Set down the line containing "has height=733, width=1302." and each line after it through the last line of the records, exactly, leaving pictures out.

● ● ● ● ●

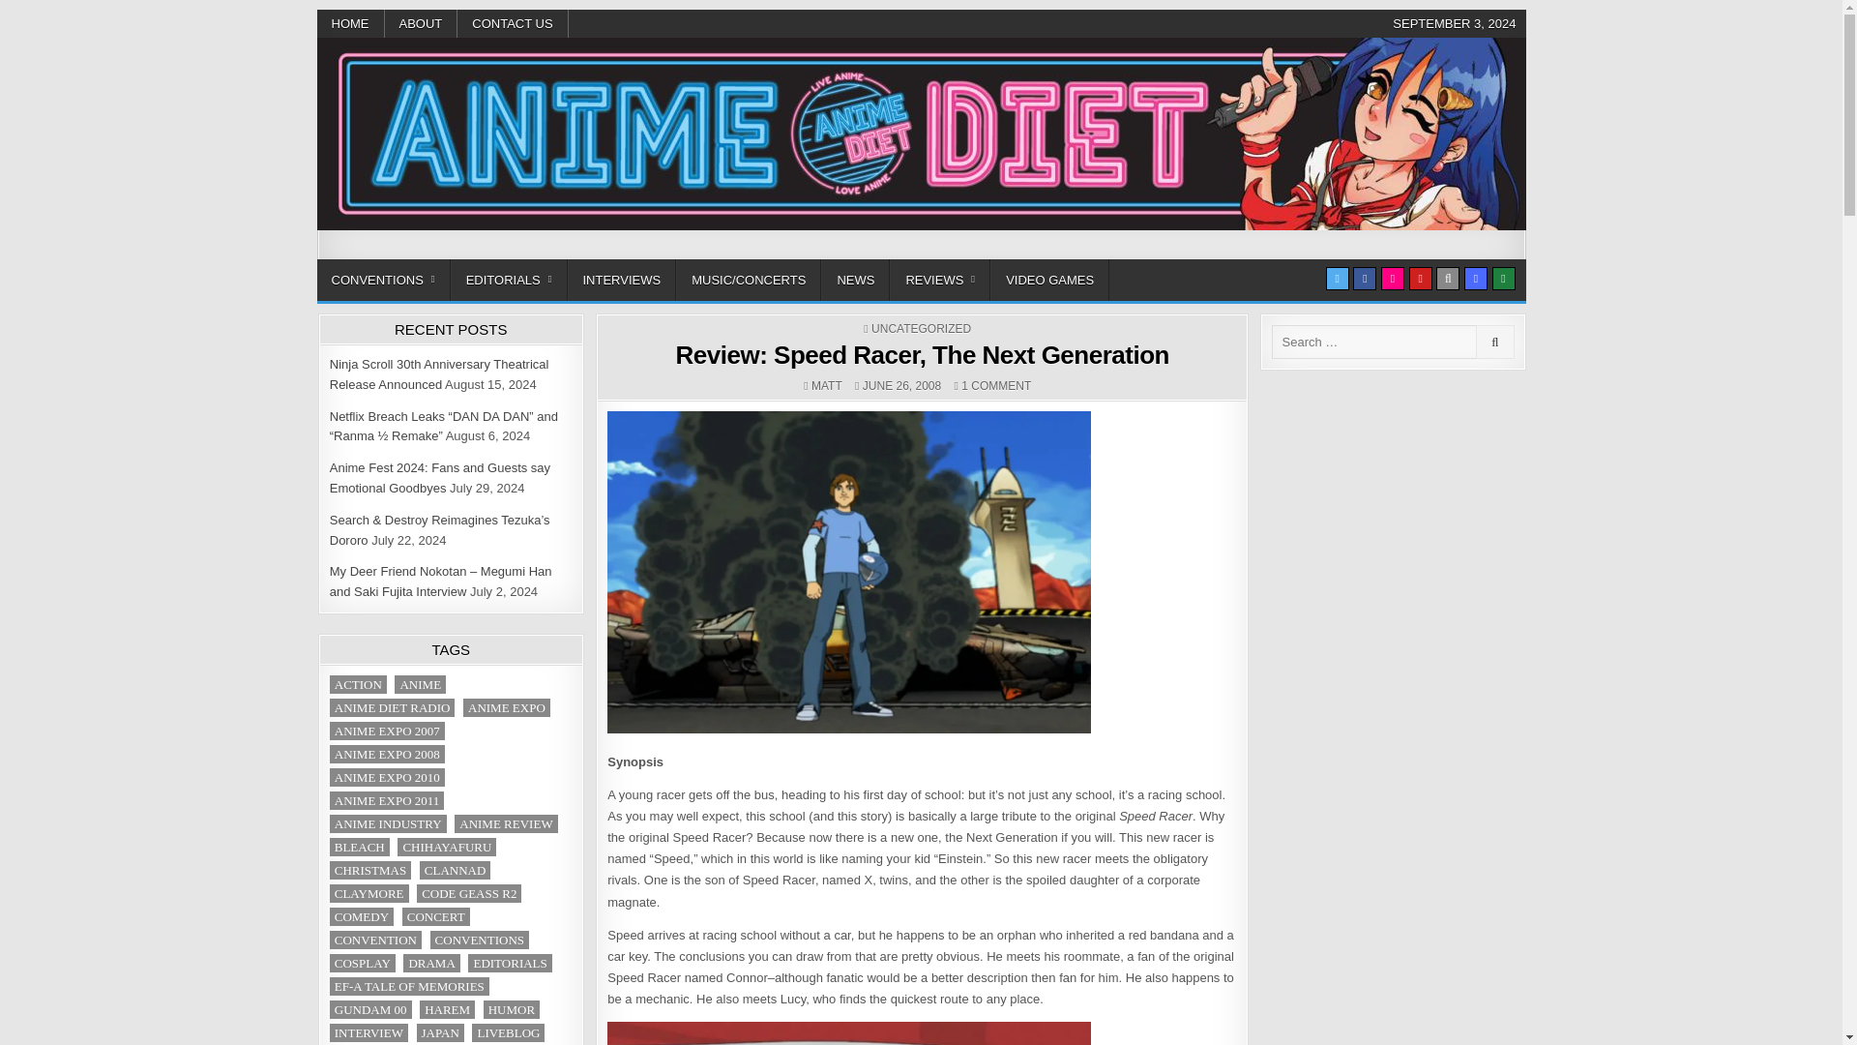 This screenshot has height=1045, width=1857. What do you see at coordinates (1337, 279) in the screenshot?
I see `Twitter` at bounding box center [1337, 279].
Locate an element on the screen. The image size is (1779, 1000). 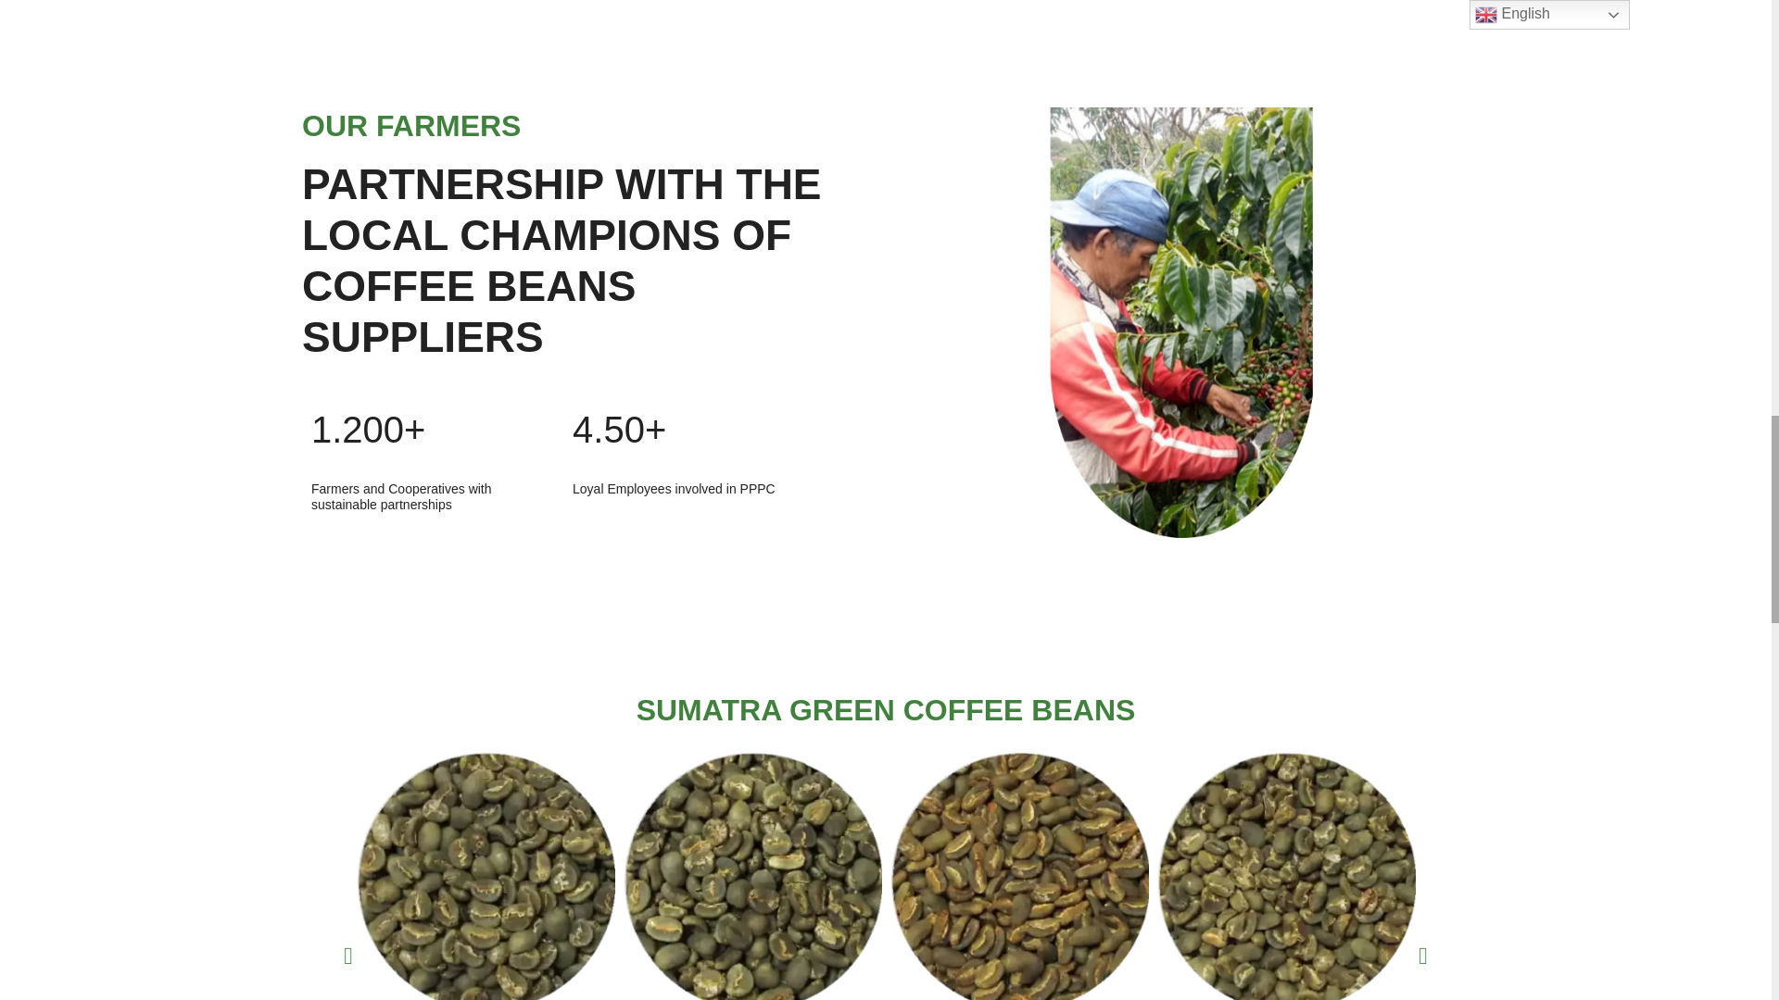
Sumatra Coffee Supplier 6 is located at coordinates (1019, 876).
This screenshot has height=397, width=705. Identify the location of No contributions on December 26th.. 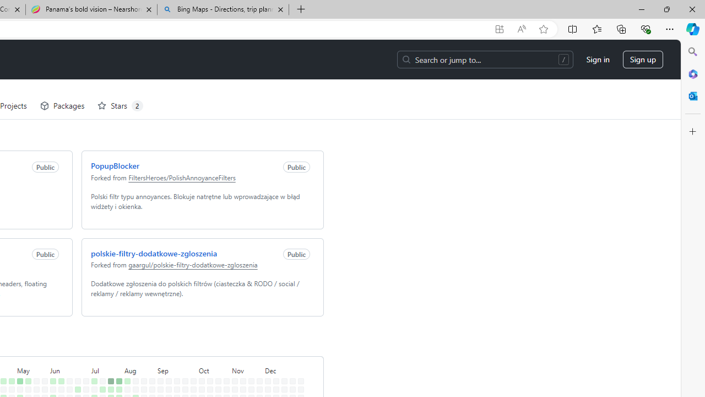
(290, 373).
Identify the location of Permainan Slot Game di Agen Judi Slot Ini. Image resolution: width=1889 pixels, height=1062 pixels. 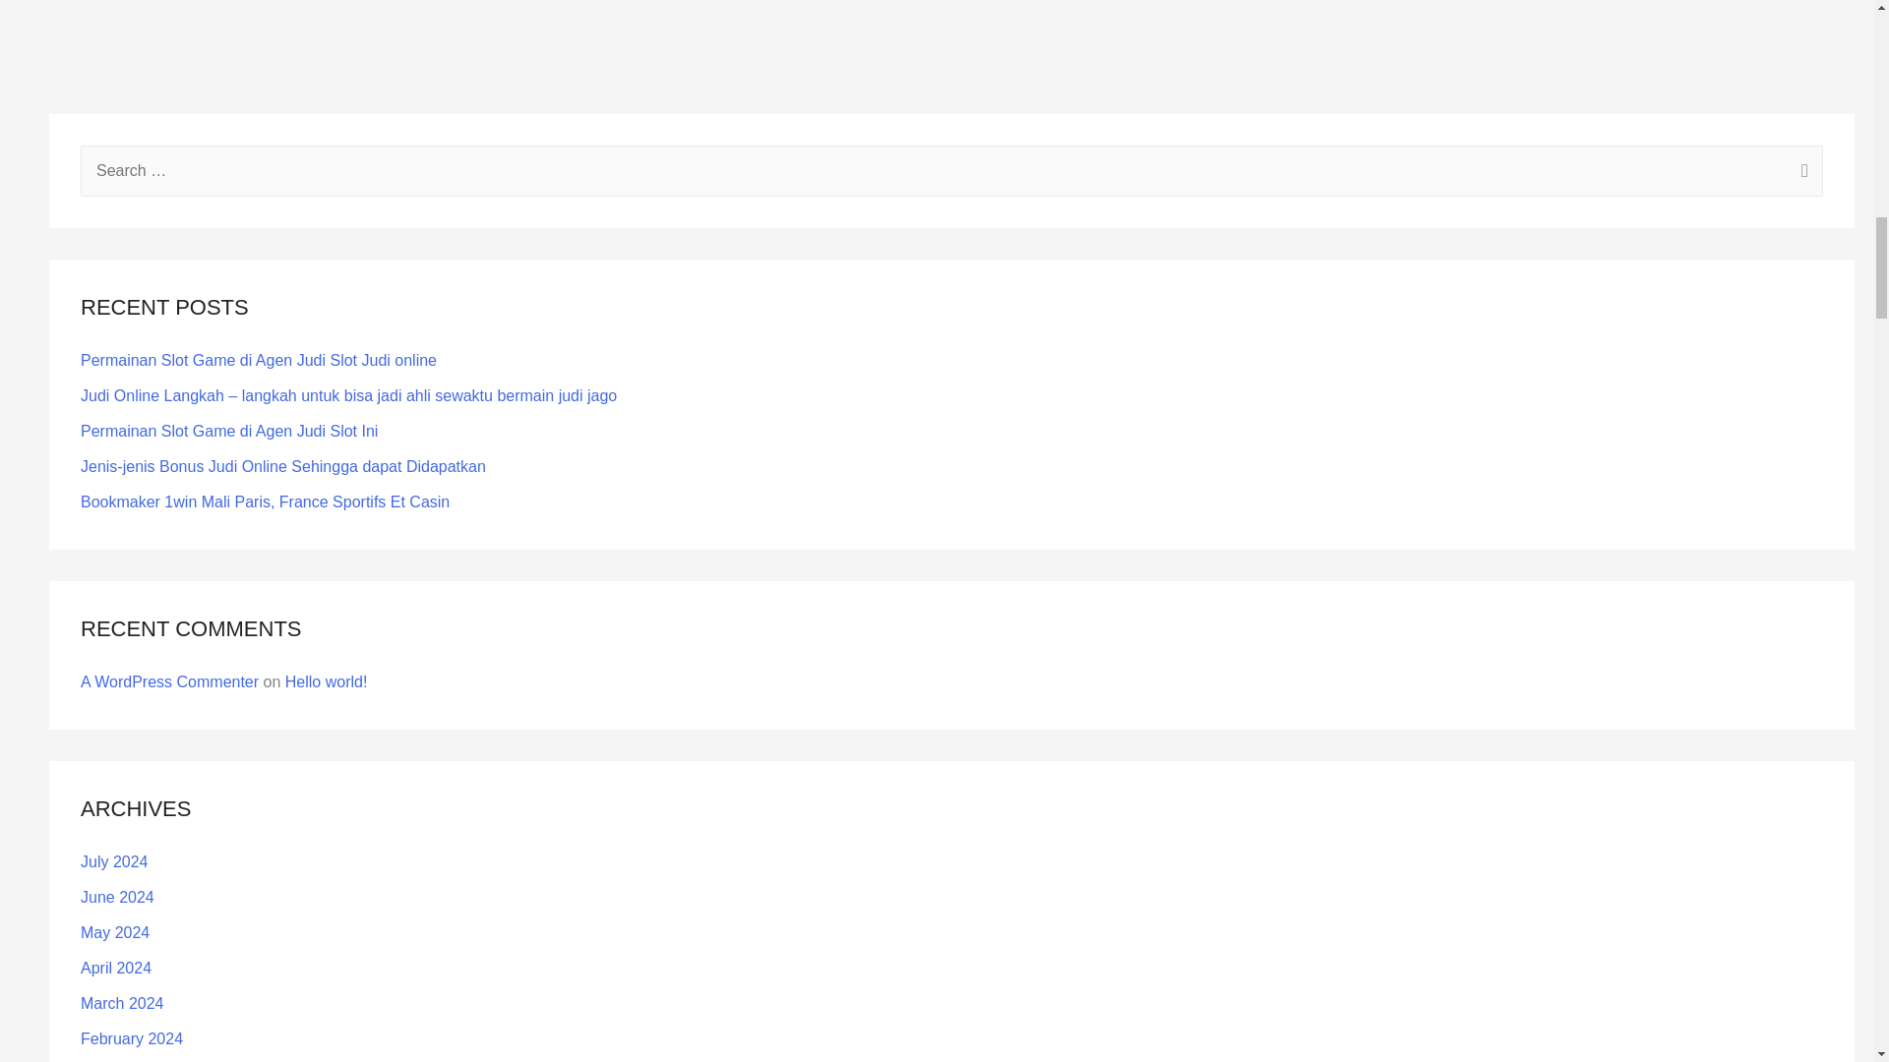
(229, 431).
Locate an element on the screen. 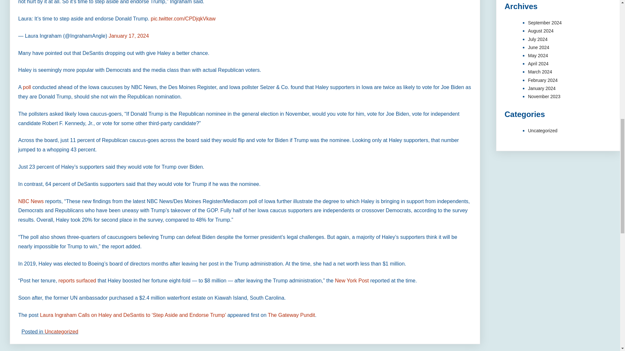  New York Post is located at coordinates (351, 281).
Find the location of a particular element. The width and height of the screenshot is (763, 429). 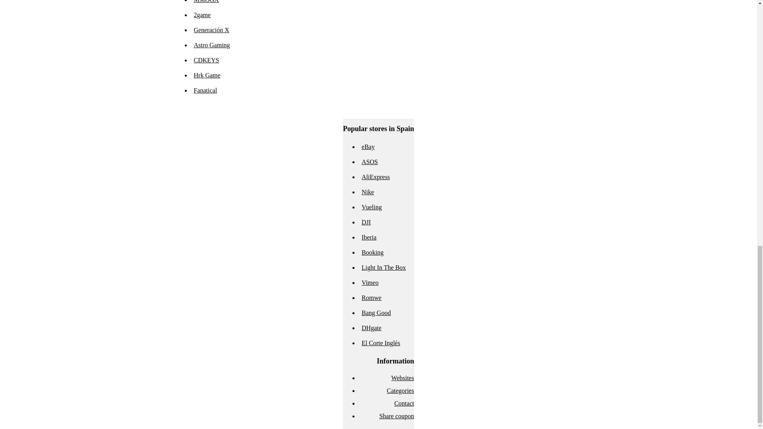

DJI is located at coordinates (367, 222).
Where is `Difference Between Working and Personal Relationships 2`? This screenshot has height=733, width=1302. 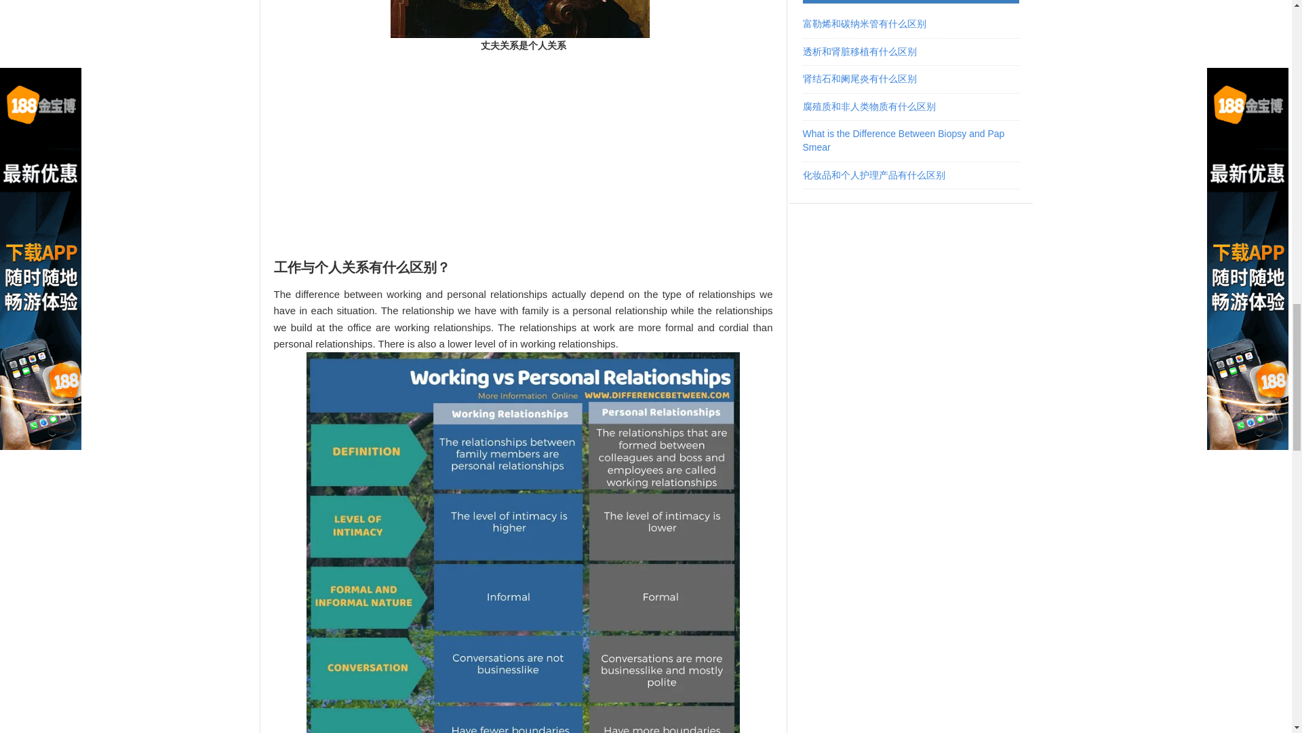
Difference Between Working and Personal Relationships 2 is located at coordinates (520, 19).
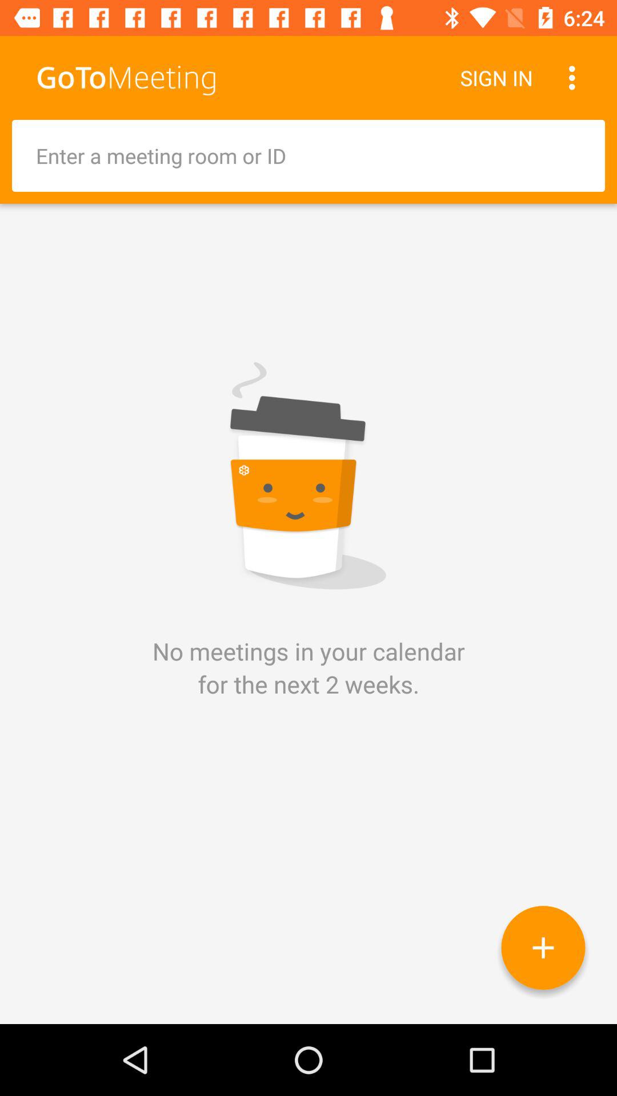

● ● ● ● ●

» Problem solution:
Where is `Difference Between Working and Personal Relationships 2`? This screenshot has height=733, width=1302. 
Difference Between Working and Personal Relationships 2 is located at coordinates (520, 19).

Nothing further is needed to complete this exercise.